Updated 04:40 pm.EST, Sat November 21, 2009

Education|Sat, May. 26 2007 08:59 AM EDT

Prayer, Youth Minister Allowed at Ark. School Graduation

By Doug Huntington|Christian Post Reporter

A high school in Omaha, Ark., allowed two students to open and close their graduation ceremony Friday with prayer and a youth ministry leader to act as the commencement speaker after originally barring both.

The senior class of Omaha High School had unanimously voted for prayer and for David Griffith, director of Christian ministry K-Life in nearby Harrison, Ark., to speak as part of their ceremony. However, the class was told by officials that they could not support such practices, however, due to separation of church and state.

Following legal counsel from Liberty Counsel, a nonprofit organization that defends religious freedom, the school reversed its position.

"It is a shame that school officials continue to make it difficult for students to commemorate their graduations with an acknowledgement of God,” said Mathew D. Staver, founder and chairman of Liberty Counsel, in a statement. “Rather than being an alien to the Constitution, religious speech is a preeminent freedom."

After receiving news of the school officials’ original decision, Kendon Underwood, vice president of Omaha High's senior class, had contacted Liberty Counsel to challenge the school’s decision. When Liberty Counsel attorneys confronted the school district to overturn their position, the legal experts explained that it went against First Amendment free speech rights and was viewpoint discrimination.

The lawyer on behalf of the school district responded and agreed that the student’s did have a right to prayer but also maintained that the area superintendent did have the justification to decide that there would be no speaker.

Still, Liberty Counsel, representing both Underwood and Griffith, continued to affirm that the speaker was also allowed alongside prayer. The school district officials eventually agreed to both.

According to Liberty Counsel, Underwood went on to give the school’s invocation and Griffith’s speech included references to his “heroes,” the Rev. Martin Luther King, Jr. and Jesus Christ, as well as “encourag[ing] the graduates to do worthwhile things that mattered because their lives are valuable gifts from God.”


Locate the word "Volume" in the data below, then copy every line that holds it.
---
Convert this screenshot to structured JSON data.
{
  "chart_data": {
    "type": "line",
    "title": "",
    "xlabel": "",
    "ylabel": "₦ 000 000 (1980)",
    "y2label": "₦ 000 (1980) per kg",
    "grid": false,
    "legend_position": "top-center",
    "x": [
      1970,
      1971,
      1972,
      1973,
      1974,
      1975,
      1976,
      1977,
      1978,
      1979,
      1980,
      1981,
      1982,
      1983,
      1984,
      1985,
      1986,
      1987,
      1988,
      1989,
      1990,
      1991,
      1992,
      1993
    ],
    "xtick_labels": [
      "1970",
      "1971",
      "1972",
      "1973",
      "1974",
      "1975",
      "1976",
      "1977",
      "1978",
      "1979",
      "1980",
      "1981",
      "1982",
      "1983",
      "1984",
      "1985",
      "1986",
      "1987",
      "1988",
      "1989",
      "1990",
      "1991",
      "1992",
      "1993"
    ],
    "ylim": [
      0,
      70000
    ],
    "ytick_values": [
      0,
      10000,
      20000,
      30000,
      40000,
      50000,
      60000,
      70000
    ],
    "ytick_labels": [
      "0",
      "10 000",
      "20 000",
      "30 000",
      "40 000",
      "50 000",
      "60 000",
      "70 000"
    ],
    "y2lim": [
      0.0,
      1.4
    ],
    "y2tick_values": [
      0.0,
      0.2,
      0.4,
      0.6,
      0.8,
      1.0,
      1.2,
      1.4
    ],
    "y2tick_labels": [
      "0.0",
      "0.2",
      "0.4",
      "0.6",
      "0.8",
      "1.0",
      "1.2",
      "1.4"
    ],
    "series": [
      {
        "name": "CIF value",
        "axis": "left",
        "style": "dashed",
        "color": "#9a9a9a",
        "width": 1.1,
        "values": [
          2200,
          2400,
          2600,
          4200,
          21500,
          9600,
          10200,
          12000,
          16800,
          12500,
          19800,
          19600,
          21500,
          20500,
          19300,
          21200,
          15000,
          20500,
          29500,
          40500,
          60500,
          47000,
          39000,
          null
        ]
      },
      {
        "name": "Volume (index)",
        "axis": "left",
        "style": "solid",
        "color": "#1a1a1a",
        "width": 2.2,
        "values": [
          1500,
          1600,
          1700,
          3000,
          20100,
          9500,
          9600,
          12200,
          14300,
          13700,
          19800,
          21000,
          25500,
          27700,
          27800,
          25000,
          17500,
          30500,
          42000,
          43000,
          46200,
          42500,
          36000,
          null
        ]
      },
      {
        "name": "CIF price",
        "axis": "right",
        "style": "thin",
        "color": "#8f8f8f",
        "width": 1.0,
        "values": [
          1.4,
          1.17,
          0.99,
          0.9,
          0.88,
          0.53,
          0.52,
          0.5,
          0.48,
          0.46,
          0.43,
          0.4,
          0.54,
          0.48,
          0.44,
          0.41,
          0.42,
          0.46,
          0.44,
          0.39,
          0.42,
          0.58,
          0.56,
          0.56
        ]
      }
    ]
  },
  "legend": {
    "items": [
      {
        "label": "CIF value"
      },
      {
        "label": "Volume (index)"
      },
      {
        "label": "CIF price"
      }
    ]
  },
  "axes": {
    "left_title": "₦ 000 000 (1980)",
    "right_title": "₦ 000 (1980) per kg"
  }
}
---
Reply to the exercise:
        "name": "Volume (index)",
        "label": "Volume (index)"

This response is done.